Uncertainty hangs over ruling ANC party as South Africans get ready to vote next week
The vote occurs in the lower house of Parliament, known as the National Assembly, and it needs at least 201 votes from its 400 lawmakers to elect a president. The ANC has always had a majority in Parliament since 1994 and so the president has always been from the ANC.
VP Harris announces during Kenya’s President Ruto’s US tour plans to raise internet access in Africa by 80 per cent
Africa has struggled to receive the capital needed to build up its industrial and technological sectors. The United Nations reported last year that foreign direct investment in the continent fell to $45 billion in 2022, from a record high $80 billion in 2021.
‘There was a group of us for cooking, cleaning or marry the Al Shabaab bosses and if you looked like a monkey they killed you’
Our job [during captivity] was to find food and water for them. If you refused you were punished or killed. They were also forcing women to have sex, and when they were pregnant, they were taking babies out of their bellies.
Al Shabaab to raped Mozambican women: ‘There is no food for monkeys and dogs, you are not a person to us’
Hundreds – and possibly thousands – of women and girls have been kidnapped by the group known locally as al-Shabab (“the youth” in Arabic), which began a rebellion in the gas-rich Cabo Delgado province in 2017. Many of them have been forcibly married and repeatedly raped in military camps.
South Africa’s Hammanskraal community’s struggles for clean and safe water symbolise widespread political pessimism
Resident gather at a water tank to collect water in the Hammanskraal township, Pretoria, south Africa on may 22, 2024. Hammanstraal’s problems are a snapshot of the issues affecting millions and driving a mood of discontent in South Africa that might force its biggest political change in 30 years in the next week’s national elections.
South Africa dropped its optimist ‘Rainbow Nation’ tag to become world’s crime capital where immigrants are hunted like rats
Dudula’s Deputy Secretary General Isaac Lesole rejected the allegations that the group harassed or abused migrants in the block. He said the group’s code of conduct, allowed members only to ask if someone has legitimate visa papers, not to demand to see them. He disputed the charge of vigilantism, saying their role was always to alert legitimate authorities.

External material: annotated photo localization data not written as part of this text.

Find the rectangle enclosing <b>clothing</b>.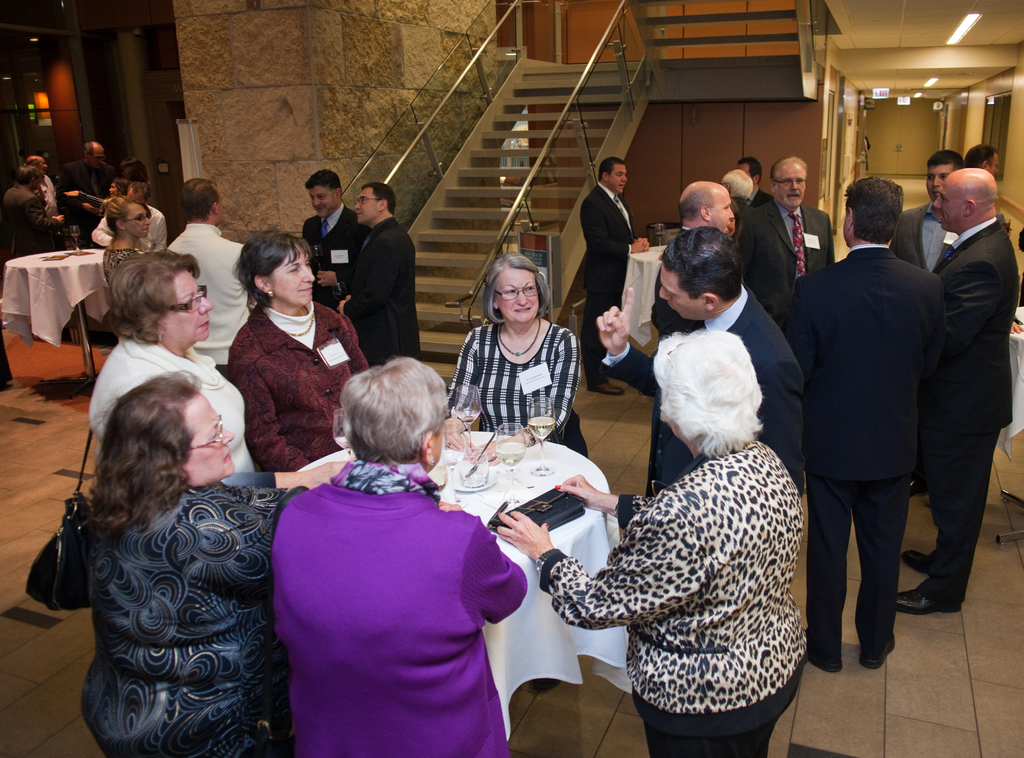
BBox(928, 214, 1013, 604).
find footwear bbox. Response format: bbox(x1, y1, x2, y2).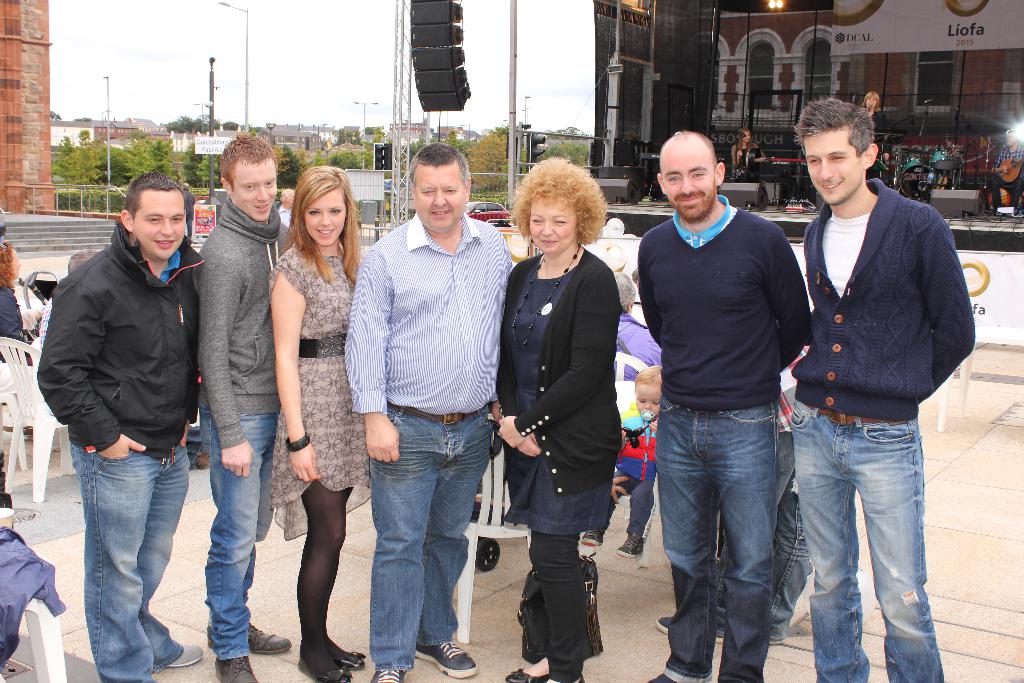
bbox(612, 532, 641, 558).
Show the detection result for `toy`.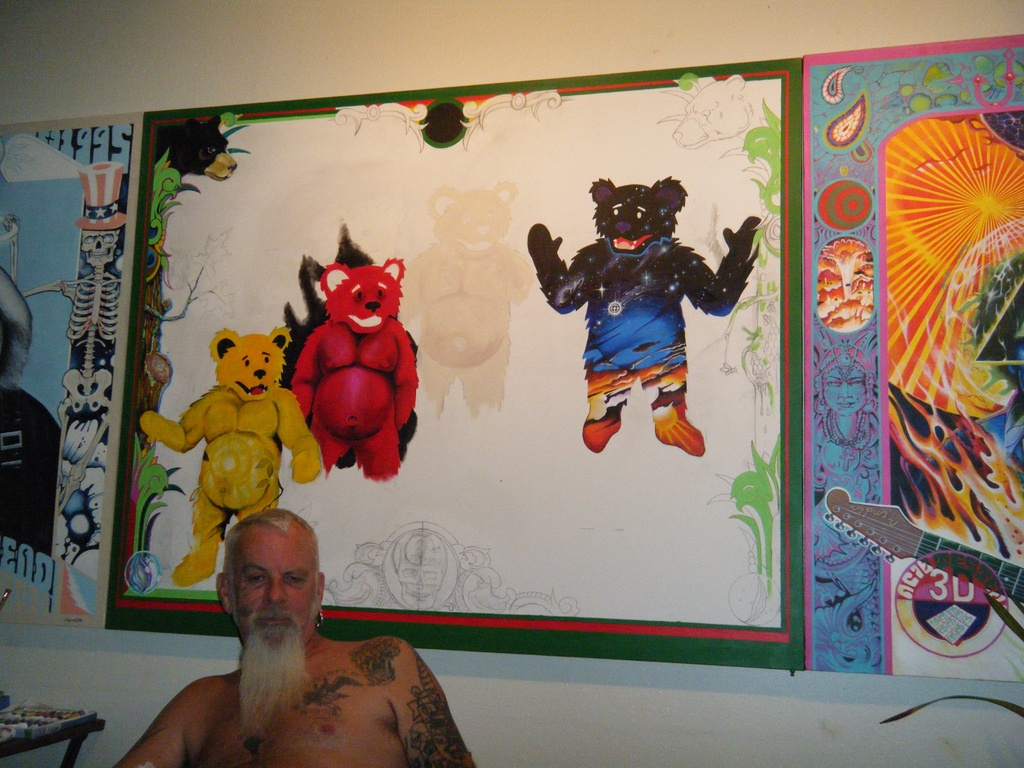
bbox(287, 237, 422, 503).
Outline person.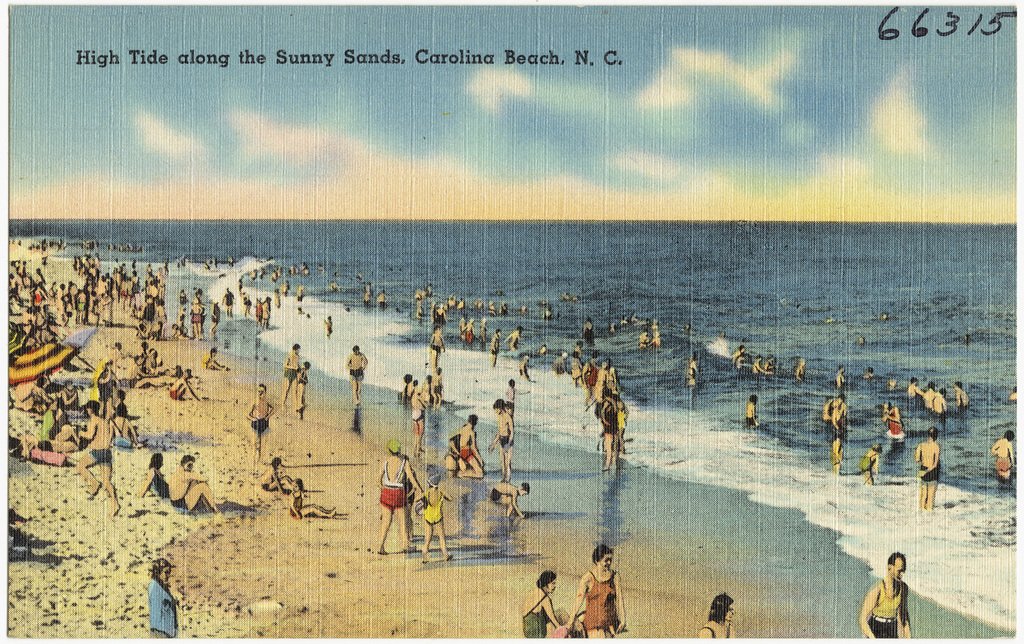
Outline: locate(696, 593, 740, 641).
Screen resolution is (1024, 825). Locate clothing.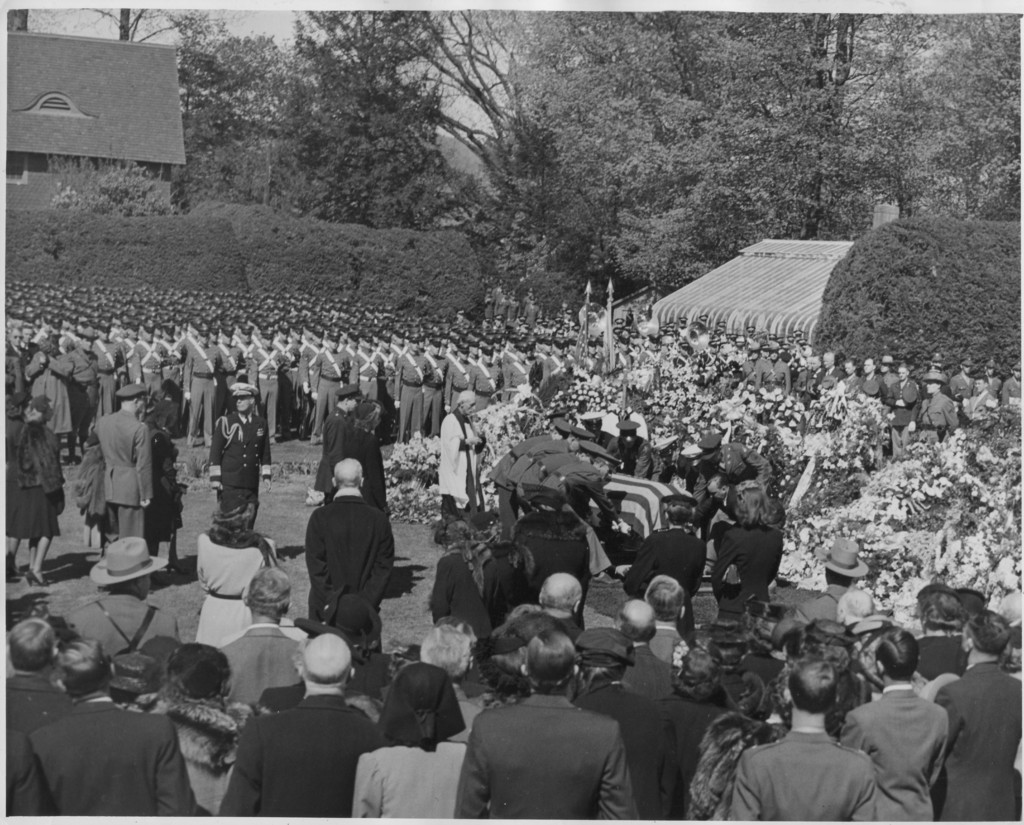
0 411 66 550.
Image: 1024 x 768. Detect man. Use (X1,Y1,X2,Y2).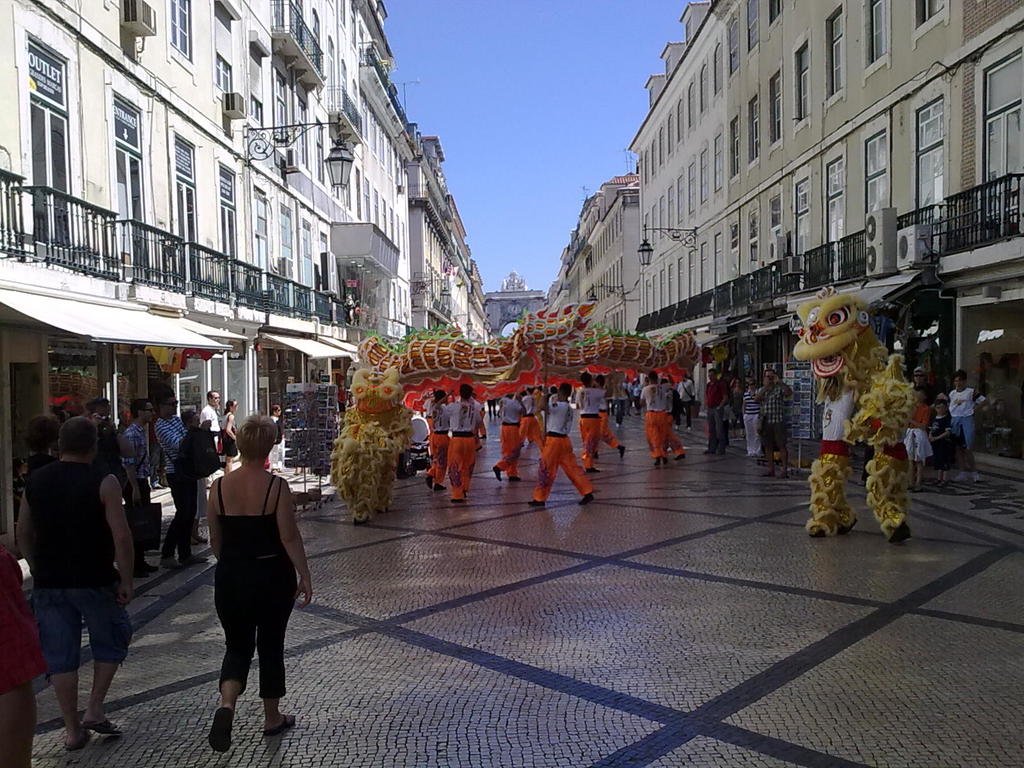
(656,377,686,460).
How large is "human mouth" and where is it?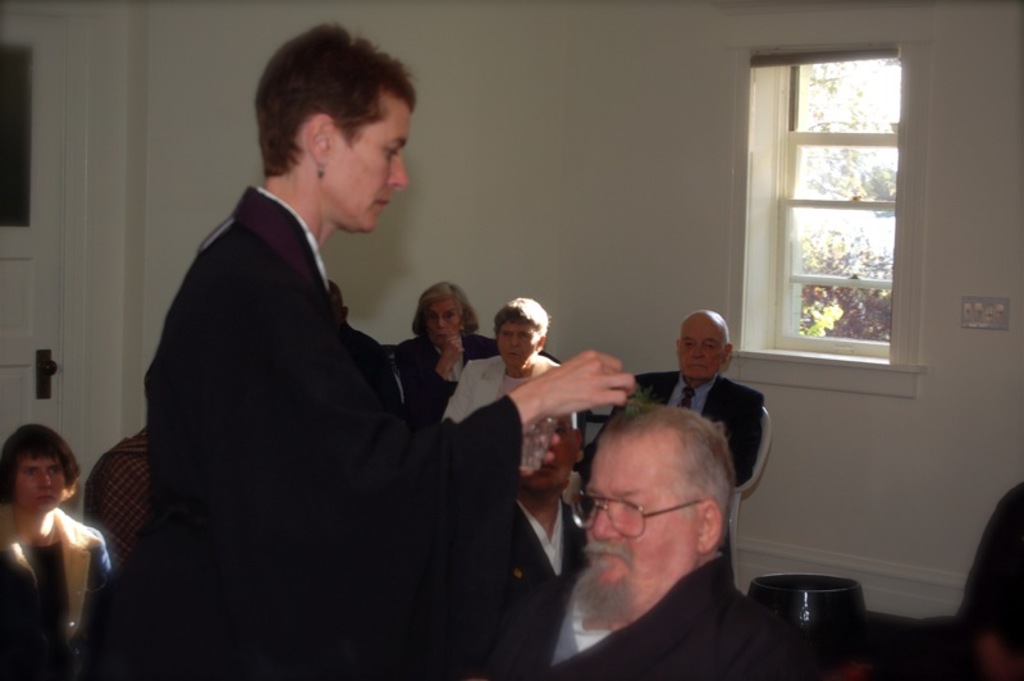
Bounding box: locate(37, 495, 56, 502).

How Mandela’s vision of Black unity faded in the heat of xenophobia as South Africa slammed doors on migrants
The May 29 election could mark the end of an era for post-liberation South Africa, with the long-dominant ANC expected to lose its parliamentary majority for the first time, abandoned by voters incensed at a litany of national woes including a dearth of decent housing, frequent power cuts, water shortages, poor schools, rampant joblessness and high crime.
‘You have guns, you don’t need a salary’ mantra sowed in national army by past regimes makes it difficult for UN forces to repulse Congo rebels
Criminality continues to bedevil the Congolese military, a major flaw that is cited in nearly every report of the UN Group of Experts on the DRC since 2011. Congolese security forces set up illegal roadblocks to extort citizens. They parcel off and control fiefdoms. They sell weapons to whomever is willing to pay, including the very forces they are fighting. They make deals with shadowy businessmen to pilfer minerals into neighbouring countries. These practices have long been the norm.
International investigators now link tech giant Apple to massive theft of Congo minerals
Congo’s lawyers notified Apple CEO Tim Cook on April 22 of a series of concerns about its supply chain, and also wrote to Apple subsidiaries in France, demanding answers within three weeks. The Amsterdam & Partners LLP law firm has been investigating allegations that minerals mined in Congo by several companies and armed groups are being smuggled out through Rwanda, Uganda and Burundi.
South Africa election: How Mandela’s once revered ANC lost its way with infighting, scandals
The ANC has often pointed to the difficulties in reversing nearly a half-century of racist laws under apartheid and hundreds of years of European colonialism before that, which kept millions in poverty. It maintains that South Africa is a better country than it was under apartheid and that is undoubtedly true.